No question, the introduction of gay marriage will make Maltese history – but what kind of history? I suspect historians will see it as a flashpoint of two developments.

They will not concern themselves too much with who was on the right side of history. There is no right side to history, which has given us the judicial murders of Socrates and Jesus, and the painless death, at a ripe old age, in full comfort, of gangsters and war criminals; the long ascendancy of tyrannies and the short lives of communitarian experiments.

There is too much chance, too many mixed motives, and too many contradictory consequences. Even when it comes to the history of the family, talk about the right side of history is best left to politicians who want to vaunt their vanity and ignorance.

The historians’ attention will be drawn to two more concrete areas. First, there are the means of persuasion. The introduction of gay marriage will be seen as a milestone in the establishment of a liberal ideology in Maltese public culture: what can be said, what can’t, what goes without saying.

Secondly, there is the formal political system. In principle, it’s a parliamentary democracy following the Westminster model. However, the debate preceding the law passed yesterday has seen various aspects of the Westminster model undermined.

That’s to say, the debate revealed either a dismissal or an ignoring or simple ignorance of certain basic features of the Westminster model. Both by some of the politicians and the public.

And here’s the interesting bit. The people undermining the Westminster model included those who were appealing to its virtues – its protection of diverging opinions and an environment of loyal dissent.

It’s not unusual for a political system to be unwittingly undermined by its very supporters. If Malta’s transformation to an institutionalised populist system continues, future historians may well find that the gay marriage debate serves to show how it happened.

First up, they will note the unwitting undermining of electoral platforms.

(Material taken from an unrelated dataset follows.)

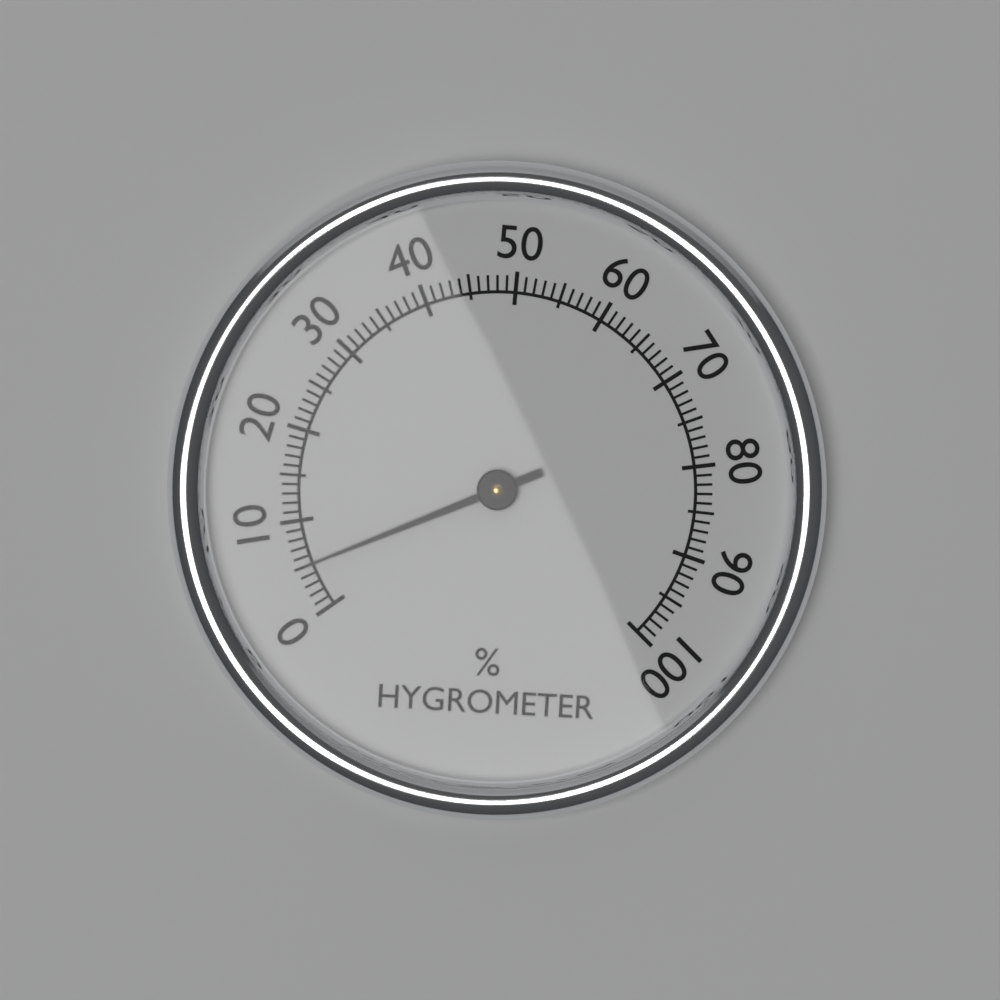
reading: 5 %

When the opponents of gay marriage, in principle, dismiss the Nationalist Party’s electoral commitment, they say that that promise was not thoroughly discussed and that its approval was a rubber-stamp in the full throes of an electoral campaign.

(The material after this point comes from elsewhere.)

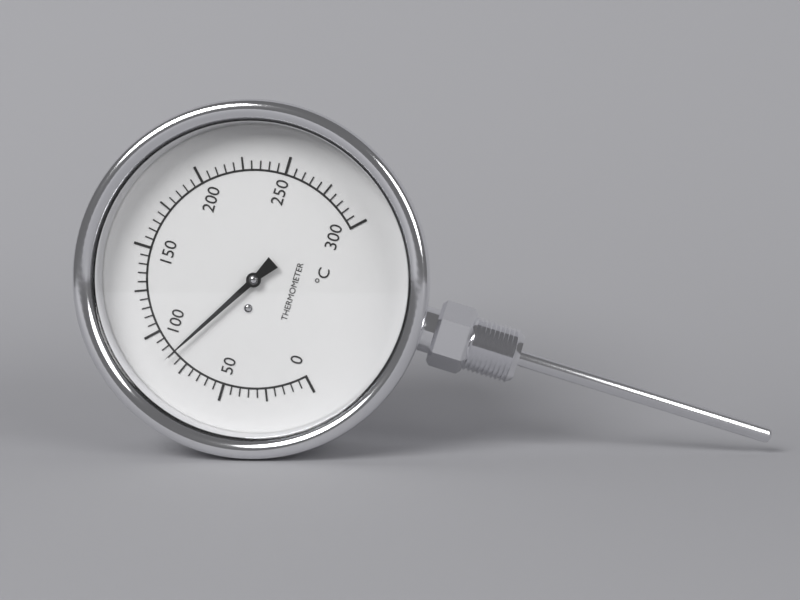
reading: 85 °C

That may well be. But if that argument persists, it will simply mean this: it will be impossible for voters in the future to know whether the PN is actually bound by an electoral promise, unless they find out just how thoroughly an issue was debated.

Otherwise, the electoral programme might as well be written on water.

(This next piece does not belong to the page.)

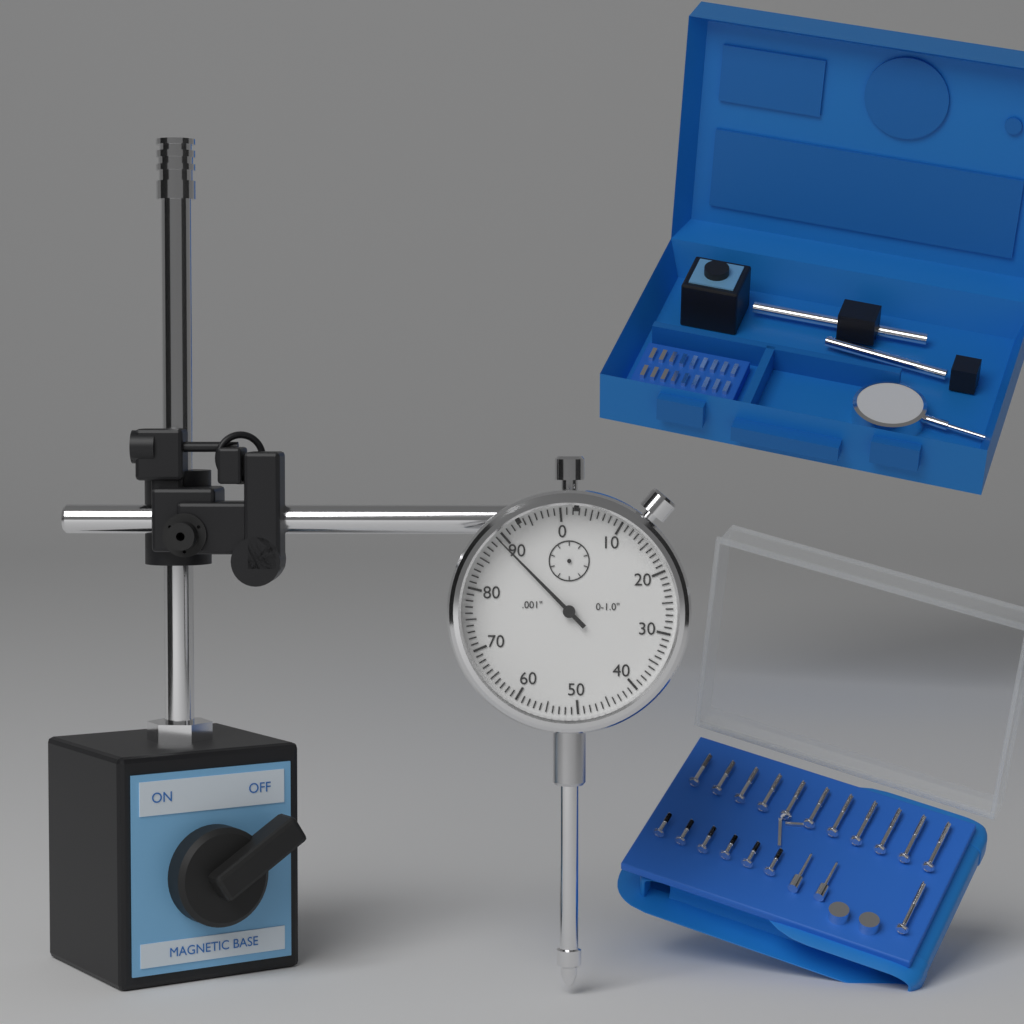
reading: 0.089 in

We’re already there with Labour, where meritocratic, environmentalist, and transparency mean whatever Joseph Muscat wants them to mean. And we were on the way there with past PN governments.

If electoral promises don’t count, what does? The leader. And your access to him and his willingness, or calculation, in listening to you.

The programme is substituted by the man. A secular instance of the word made flesh. And, of course, political cults of personality, rather than parliamentary democracy. Next come the confusion – deliberate or otherwise – about parliamentary procedure.

We have a system built to permit – for lack of a better term – adversarial collaboration. Or simply a system that permits both divergence and convergence to be expressed clearly. This is the system of the different readings through which a law passes. The first reading is (usually) simply a reading of the text of the proposed legislation.

The second reading is, conventionally, the stage where MPs vote on whether they agree with the basic ultimate aim of the proposed law. In the case of gay marriage, this asked of PN MPs whether they agreed with gay marriage per se, irrespective the details of the law. Since it was on their platform, it was odd for anyone to vote against.

Next comes the committee stage, where the law is examined clause by clause. Here, someone who voted for the law in the second reading may well express plenty of reservations on the detail, without being inconsistent or a hypocrite.

Finally, there comes the third reading, where the law is voted on as it stands, in its detail. Usually, if people agree with a law in principle, but not in its proposed detail, they would not be acting oddly if they voted Yes in the second reading but No in the third.

Not odd? It’s actually positively conventional. It used to happen often enough in Malta in the past.

It hasn’t happened, though, in the last four years. The Opposition was (I believe) often afraid that the convention is not known enough in the press, and that its meaning would be misreported in the media and exploited by Labour’s spin machine.

It happened this time round as well. Muscat tried to make much of the Opposition’s proposed amendments, as though they were somehow inconsistent with the vote on the second reading.

And Edwin Vassallo chose to vote No on the second reading, knowing that it would attract more media attention than a No vote on the third reading, where his vote would be drowned in the general celebrations.

But what all this means is this: the undermining of an institutionalised mechanism – a true jewel of parliamentary democracy – for showing how dissent can be loyal to principle, difference and convergence at the same time.

The result: another triumph for the idea that it’s either dissent or loyalty, but not both. A triumph, in other words, for polarisation, as well as the idea that divergence means betrayal.

Bad news for pluralism. Good news for caudillo politics.

It will take more than just this debate to transform our parliamentary system. But each time a building block is weakened, it becomes easier for it to happen.